Two days later, the Orioles returned home. Their record: 1-23. On the Memorial Stadium facade read the words TIME WILL NOT DIM THE GLORY OF THEIR DEEDS. The sellout crowd greeted the Orioles as if they were U2. Morganna the Kissing Bandit greeted Ripken with a plant right next to his kisser. Brother Billy admitted he was confused. "Usually, when a team plays like this," he said, "nobody goes to the park."
The Orioles released veteran pitcher Scott MacGregor, "the emblem of the Orioles intelligence and their almost 'magical' ability to surpass their apparent skills," as Boswell observed, on that very day. Punching the button on an overdue beginning of a painful rebuilding. The Orioles then beat the Rangers, 9-4. When Ripken settled under a game-opening popup and caught it without breaking a sweat, the park went nuclear.
Said Orioles broadcaster Jon Miller, "It was like the World Series had started."
But they'd finish 1988 at 54-107. They'd get to a couple of mid-1990s postseasons managed by one-time Oriole second baseman Davey Johnson; they'd make three under Buck Showalter in this decade. But they haven't been back to the World Series since they beat the Phillies in five in 1983. And what was once the Oriole Way was buried once and for almost all by The Other Streak.

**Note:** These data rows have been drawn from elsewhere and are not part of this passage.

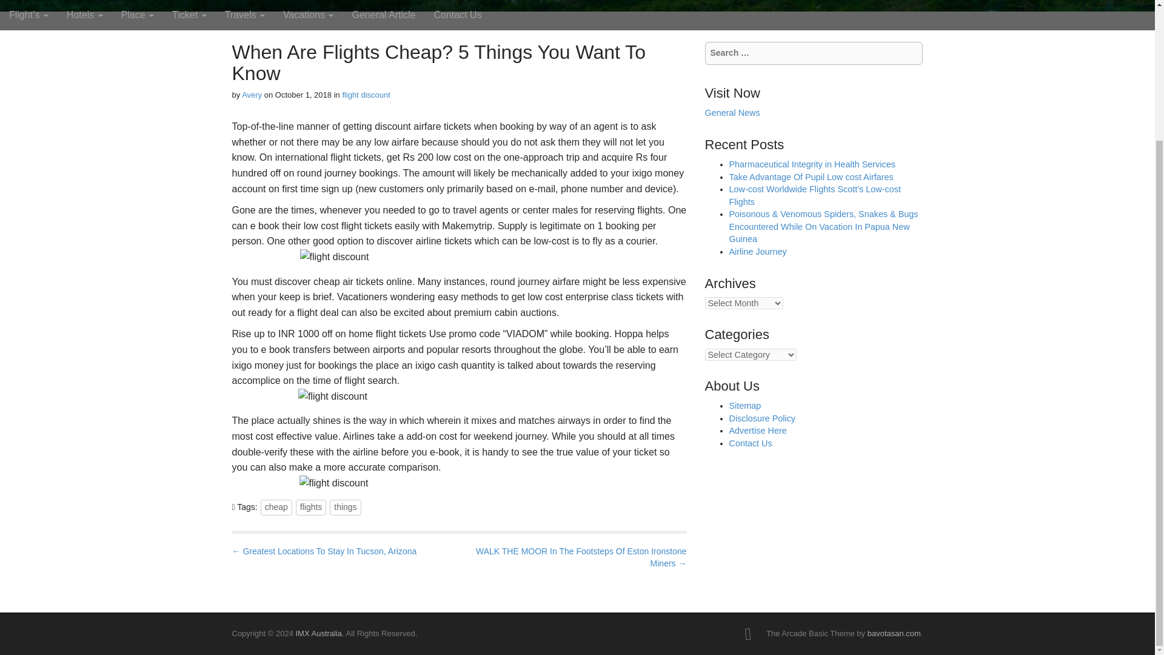 Image resolution: width=1164 pixels, height=655 pixels. What do you see at coordinates (345, 507) in the screenshot?
I see `things` at bounding box center [345, 507].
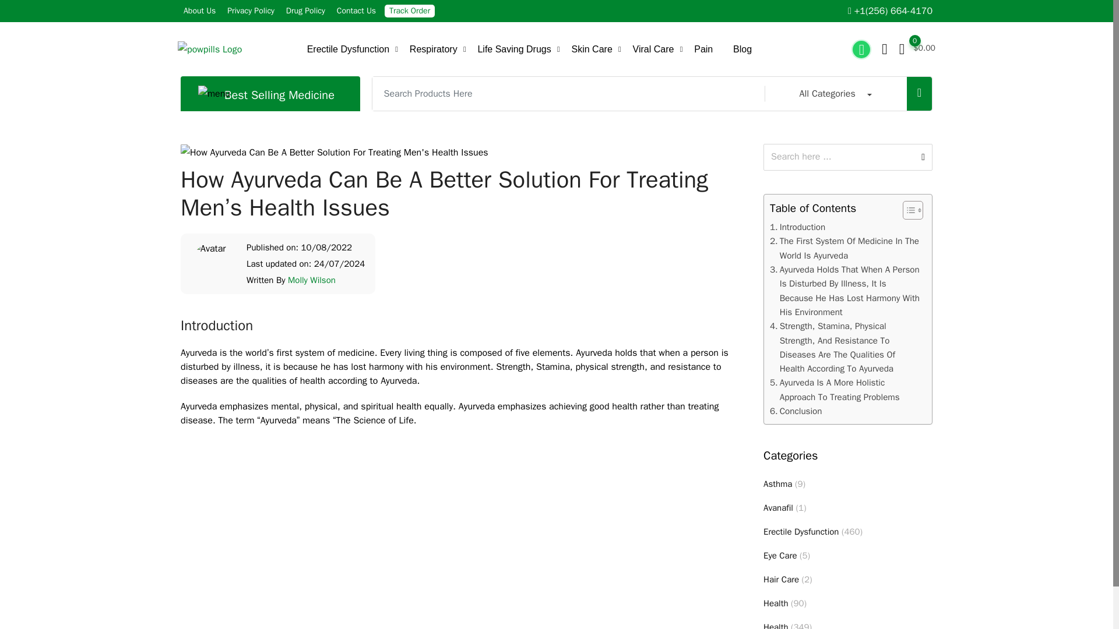 The height and width of the screenshot is (629, 1119). I want to click on Life Saving Drugs, so click(514, 49).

It didn't get the Orioles all the way into the record books on the negative side. The '88 Zer-Os fell just short of the record losing streak set by the '61 Phillies. But it isn't every team that opens a season losing 21 straight. Or busts the streak, loses the next two, and still gets their their Hall of Fame-in-waiting shortstop a busty buss.
Then-President Ronald Reagan had once called the Orioles clubhouse to congratulate them on winning the 1983 World Series. During The Other Streak, Reagan called Frank Robinson to offer encouragement. "I've been accused of being a jinx by coming on Opening Day," said Reagan, "but you can't blame me for this one."
"He told me to win one for the Gipper," Robinson remembered.
It only took five more games to do it.